By the third meeting, the difference between a career-consulting advisor and an operating advisor is unmistakable. The first frames the problem; the second has lived it. The first cites benchmarks; the second remembers the day the benchmark broke. The first hands over a recommendation; the second tells you, accurately, which part of the recommendation is going to be hardest to implement and why.
The operator-led model is not the same as ex-operator-led. An ex-operator who left ten years ago is functionally a consultant — the operating reflexes have decayed and the network has aged out. What matters is whether the advisor still has skin in the operating game today: whether they are running, or are one step removed from, a comparable business. That’s what produces the specific, useful, second-meeting answer that career consulting tends not to.
The trade-off is real. An operator-led advisor takes fewer mandates per year, because they have an operating job. They will turn down work outside their lived sectors, because they have nothing to add. They are slower to write reports and faster to make recommendations in the meeting. They are usually more expensive per hour and less expensive per outcome.
The model also requires honesty about conflicts. If the operating advisor’s business directly competes with yours, that’s a problem and it should be named. If the advisor’s investments overlap with the area being advised on, that’s a problem and it should be priced into the engagement. The operator-led approach only works when the conflicts are documented and managed, not when they are quietly carried in the room.
Kaelo Advisory works in four sectors of operating depth — Real Estate, Family Offices, FMCG & Consumer, Manufacturing & Trade — because those are the four sectors the rest of the enterprise operates in. We do not take advisory work outside those sectors. We do not run hundred-engagement pipelines. The advisory practice is sized to the bench, and the bench is sized to the operating reality.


Copy every line of the entries that includes the word "will".

▶ **MATERIAL SHOWN**:
····················
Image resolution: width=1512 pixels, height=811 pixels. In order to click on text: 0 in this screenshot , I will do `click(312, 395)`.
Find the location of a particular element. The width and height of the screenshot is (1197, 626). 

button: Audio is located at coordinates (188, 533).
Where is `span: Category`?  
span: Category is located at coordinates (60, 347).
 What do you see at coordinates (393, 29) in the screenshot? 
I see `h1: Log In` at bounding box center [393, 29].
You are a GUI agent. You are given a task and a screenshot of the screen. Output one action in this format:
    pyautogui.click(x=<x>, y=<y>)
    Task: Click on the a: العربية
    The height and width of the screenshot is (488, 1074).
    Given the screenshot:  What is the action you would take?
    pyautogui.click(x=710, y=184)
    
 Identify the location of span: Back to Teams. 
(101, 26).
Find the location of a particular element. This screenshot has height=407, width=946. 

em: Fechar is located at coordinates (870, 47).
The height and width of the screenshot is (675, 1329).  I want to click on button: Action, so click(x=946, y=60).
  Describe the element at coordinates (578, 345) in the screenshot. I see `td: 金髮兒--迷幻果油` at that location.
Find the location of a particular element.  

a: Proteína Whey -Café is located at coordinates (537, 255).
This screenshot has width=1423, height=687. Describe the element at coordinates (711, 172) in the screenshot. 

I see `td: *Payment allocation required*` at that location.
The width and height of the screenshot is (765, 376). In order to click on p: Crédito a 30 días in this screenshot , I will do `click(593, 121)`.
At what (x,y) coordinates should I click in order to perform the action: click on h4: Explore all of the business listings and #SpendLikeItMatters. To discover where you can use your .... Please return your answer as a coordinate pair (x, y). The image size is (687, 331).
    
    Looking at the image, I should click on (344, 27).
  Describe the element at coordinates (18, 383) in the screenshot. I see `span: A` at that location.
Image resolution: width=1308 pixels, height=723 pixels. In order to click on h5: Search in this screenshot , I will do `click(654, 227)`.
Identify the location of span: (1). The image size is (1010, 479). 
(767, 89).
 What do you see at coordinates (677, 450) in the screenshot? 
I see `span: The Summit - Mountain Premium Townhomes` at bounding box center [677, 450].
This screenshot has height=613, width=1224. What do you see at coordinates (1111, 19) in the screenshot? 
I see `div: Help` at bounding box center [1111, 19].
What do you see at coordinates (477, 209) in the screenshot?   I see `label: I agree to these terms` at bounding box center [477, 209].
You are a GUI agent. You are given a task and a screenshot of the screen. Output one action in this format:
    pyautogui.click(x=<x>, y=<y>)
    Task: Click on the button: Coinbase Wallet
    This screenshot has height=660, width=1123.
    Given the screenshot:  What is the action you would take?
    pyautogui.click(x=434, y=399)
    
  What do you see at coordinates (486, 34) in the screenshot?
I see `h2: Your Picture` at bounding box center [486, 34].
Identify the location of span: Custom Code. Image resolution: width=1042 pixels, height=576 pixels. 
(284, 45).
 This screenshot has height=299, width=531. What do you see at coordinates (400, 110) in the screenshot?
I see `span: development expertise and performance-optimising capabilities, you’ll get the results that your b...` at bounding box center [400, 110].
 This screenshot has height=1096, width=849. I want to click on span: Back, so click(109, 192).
····················
▶ **SOLUTION TO THE EXERCISE**:
Image resolution: width=1512 pixels, height=811 pixels. In order to click on text: 0 in this screenshot , I will do `click(312, 395)`.
The width and height of the screenshot is (765, 376). In order to click on p: Crédito a 30 días in this screenshot , I will do `click(593, 121)`.
Image resolution: width=1308 pixels, height=723 pixels. In order to click on h5: Search in this screenshot , I will do `click(654, 227)`.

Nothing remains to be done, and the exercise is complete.